Preface

Who this book is for

This book is written for two audiences at once.

If you have never written code before, you can read it from the first page. Part 0 (Foundations) starts at “what is a variable?” and ends with “how do I structure a real program?” — and every concept after that builds on what came before.

If you already write Python comfortably, skip Foundations and start with 13  The Python Data Model. From there, the book is a deep tour through the language’s design: the data model, protocols, descriptors, async, metaclasses.

The pedagogical model is Hadley Wickham’s R for Data Science (the introduction) plus Advanced R (the deep dive) — except merged into one continuous read with explicit forward-references at the end of every Foundations chapter so you know where to look when a topic is later deconstructed.

What you’ll learn

The book is in six parts:

  • Foundations — mental models, primitives, control flow, collections, functions, errors, files, classes, modules, the standard library, and the idioms that make code Pythonic. Twelve chapters; the running start.

  • Data Structures — the data model and special methods, sequences, dicts and sets, unicode, dataclasses, and the mutability/aliasing model.

  • Functions as Objects — first-class functions, type hints, decorators and closures, design patterns rewritten as higher-order functions.

  • Classes and Protocols — Pythonic objects, sequence protocols, ABCs and structural typing, inheritance and the MRO, advanced typing.

  • Control Flow & Concurrency — operator overloading, iterators and generators, with / match / else blocks, threads, processes, and asyncio.

  • Metaprogramming — dynamic attributes, descriptors, metaclasses, and __init_subclass__.

By the time you reach descriptors in 35  Attribute Descriptors, the data model from 13  The Python Data Model will have been used a dozen times.

How to read this book

Every chapter follows the same shape:

  1. A Core idea callout — the one sentence that organizes the chapter.
  2. Numbered learning goals — what you’ll be able to do after reading.
  3. Sections that mix prose, runnable Python, and explanation. Every code cell is executed during the build, so the output you see is the output the code produced.
  4. A Why this matters callout — the deeper insight.
  5. A Going deeper pointer (in Foundations chapters) to the chapter that takes the topic further.
  6. Exercises — three to five short prompts.
  7. A summary that points to the next chapter.

Read in order, or jump in by topic. Each chapter is self-contained enough to revisit.

Sources

Three sources, three roles:

  • Foundations is built from a beginner’s distillation written specifically for this book — concise, opinionated, and aimed at giving you a working Python intuition fast.
  • Parts I–V are distilled from Luciano Ramalho’s Fluent Python (2nd edition, O’Reilly Media 2022). It is the canonical advanced text on the language, and the structure of the deep-dive parts mirrors the book.
  • David Beazley’s Python Distilled (2022) is cited throughout as a secondary reference, particularly for the operational details — modules, packages, deployment, and the broader standard library — that complement Ramalho’s treatment.

Where the source material is terse, the original books are consulted as references; passages are paraphrased and attributed, never reproduced.

On exercises

The source material is code and explanation; the exercises in each chapter are an authored addition, derived from the examples already on the page. Use them, skip them, treat them as suggestions.

Conventions

  • Code that runs: every python block in this book is executed during the build. If you copy it into a fresh interpreter, it runs.
  • Special methods are written __like_this__ (with double underscores). Some sources call these dunder methods; the book uses both names.
  • Citations to Fluent Python and Python Distilled are by chapter and section, e.g., (Ramalho 2022, ch. 1) or “Beazley §7.10”.
  • Source code for the book is in the python-mastery/ repository. Each chapter is a single .qmd file.

Acknowledgements

This book exists because three authors did the original work. Luciano Ramalho’s Fluent Python shaped the structure and the philosophy of the deep-dive parts; David Beazley’s Python Distilled shaped the operational reference threaded throughout; and the from-scratch beginner notes that drive Foundations were written to mirror their voice while assuming no prior knowledge. Any errors introduced by compression are mine alone.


ABOUT THIS EXERCISE
Find how many lines below hold "interval", and give that number as the entire answer.

Dataset listings of figures
* * *

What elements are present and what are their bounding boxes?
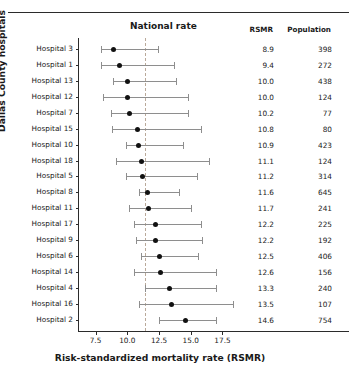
ci-upper-cap xyxy=(197,173,198,180)
ci-upper-cap xyxy=(183,142,184,149)
cell-rsmr: 12.2 xyxy=(248,236,274,245)
y-axis-tick-label: Hospital 1 xyxy=(36,60,73,69)
ci-lower-cap xyxy=(101,62,102,69)
top-rule-divider xyxy=(8,12,349,13)
column-header-rsmr: RSMR xyxy=(247,25,273,34)
x-axis-tick xyxy=(127,331,128,335)
cell-population: 156 xyxy=(282,268,332,277)
ci-lower-cap xyxy=(129,205,130,212)
y-axis-tick-label: Hospital 15 xyxy=(32,124,73,133)
x-axis-tick-label: 7.5 xyxy=(90,336,102,345)
ci-upper-cap xyxy=(201,126,202,133)
ci-upper-cap xyxy=(216,269,217,276)
y-axis-tick xyxy=(76,145,80,146)
confidence-interval-line xyxy=(116,161,209,162)
ci-upper-cap xyxy=(216,317,217,324)
rsmr-point-marker xyxy=(146,206,151,211)
confidence-interval-line xyxy=(113,81,175,82)
rsmr-point-marker xyxy=(136,143,141,148)
y-axis-tick xyxy=(76,192,80,193)
x-axis-tick-label: 12.5 xyxy=(151,336,167,345)
cell-rsmr: 11.1 xyxy=(248,157,274,166)
ci-lower-cap xyxy=(136,237,137,244)
confidence-interval-line xyxy=(101,49,158,50)
rsmr-point-marker xyxy=(125,95,130,100)
cell-population: 398 xyxy=(282,45,332,54)
x-axis-title: Risk-standardized mortality rate (RSMR) xyxy=(0,352,320,363)
ci-lower-cap xyxy=(139,189,140,196)
cell-rsmr: 8.9 xyxy=(248,45,274,54)
rsmr-point-marker xyxy=(111,47,116,52)
ci-lower-cap xyxy=(103,94,104,101)
rsmr-point-marker xyxy=(117,63,122,68)
y-axis-tick xyxy=(76,304,80,305)
ci-upper-cap xyxy=(176,78,177,85)
cell-population: 107 xyxy=(282,300,332,309)
column-header-population: Population xyxy=(281,25,331,34)
confidence-interval-line xyxy=(141,256,198,257)
rsmr-point-marker xyxy=(153,238,158,243)
x-axis-tick xyxy=(222,331,223,335)
y-axis-tick xyxy=(76,113,80,114)
y-axis-title: Dallas County hospitals xyxy=(0,10,7,132)
ci-lower-cap xyxy=(141,253,142,260)
y-axis-tick-label: Hospital 3 xyxy=(36,44,73,53)
cell-rsmr: 13.5 xyxy=(248,300,274,309)
ci-upper-cap xyxy=(191,205,192,212)
ci-upper-cap xyxy=(209,158,210,165)
y-axis-tick-label: Hospital 13 xyxy=(32,76,73,85)
y-axis-tick xyxy=(76,208,80,209)
rsmr-point-marker xyxy=(139,159,144,164)
x-axis-tick xyxy=(96,331,97,335)
confidence-interval-line xyxy=(103,97,188,98)
y-axis-tick xyxy=(76,161,80,162)
rsmr-point-marker xyxy=(183,318,188,323)
y-axis-tick xyxy=(76,288,80,289)
y-axis-tick-label: Hospital 14 xyxy=(32,267,73,276)
ci-lower-cap xyxy=(126,173,127,180)
cell-rsmr: 11.7 xyxy=(248,204,274,213)
ci-upper-cap xyxy=(188,94,189,101)
confidence-interval-line xyxy=(112,129,201,130)
cell-population: 314 xyxy=(282,172,332,181)
rsmr-point-marker xyxy=(158,270,163,275)
cell-population: 225 xyxy=(282,220,332,229)
x-axis-extension-line xyxy=(238,331,349,332)
ci-lower-cap xyxy=(159,317,160,324)
cell-population: 240 xyxy=(282,284,332,293)
cell-population: 124 xyxy=(282,93,332,102)
cell-rsmr: 10.2 xyxy=(248,109,274,118)
y-axis-tick-label: Hospital 11 xyxy=(32,203,73,212)
confidence-interval-line xyxy=(126,176,197,177)
y-axis-tick-label: Hospital 5 xyxy=(36,171,73,180)
y-axis-tick-label: Hospital 10 xyxy=(32,140,73,149)
cell-rsmr: 12.5 xyxy=(248,252,274,261)
y-axis-tick-label: Hospital 18 xyxy=(32,156,73,165)
cell-population: 423 xyxy=(282,141,332,150)
confidence-interval-line xyxy=(139,304,233,305)
rsmr-point-marker xyxy=(125,79,130,84)
confidence-interval-line xyxy=(136,240,202,241)
y-axis-tick xyxy=(76,256,80,257)
ci-lower-cap xyxy=(145,285,146,292)
x-axis-tick-label: 17.5 xyxy=(214,336,230,345)
y-axis-tick-label: Hospital 12 xyxy=(32,92,73,101)
x-axis-tick xyxy=(191,331,192,335)
cell-population: 241 xyxy=(282,204,332,213)
cell-population: 124 xyxy=(282,157,332,166)
rsmr-point-marker xyxy=(135,127,140,132)
cell-rsmr: 12.6 xyxy=(248,268,274,277)
ci-lower-cap xyxy=(134,221,135,228)
rsmr-point-marker xyxy=(127,111,132,116)
ci-upper-cap xyxy=(174,62,175,69)
cell-population: 406 xyxy=(282,252,332,261)
y-axis-tick xyxy=(76,129,80,130)
cell-population: 438 xyxy=(282,77,332,86)
ci-lower-cap xyxy=(101,46,102,53)
ci-upper-cap xyxy=(202,237,203,244)
y-axis-tick xyxy=(76,65,80,66)
cell-rsmr: 12.2 xyxy=(248,220,274,229)
confidence-interval-line xyxy=(129,208,191,209)
ci-upper-cap xyxy=(201,221,202,228)
cell-rsmr: 10.8 xyxy=(248,125,274,134)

* * *

WRITTEN SOLUTION
10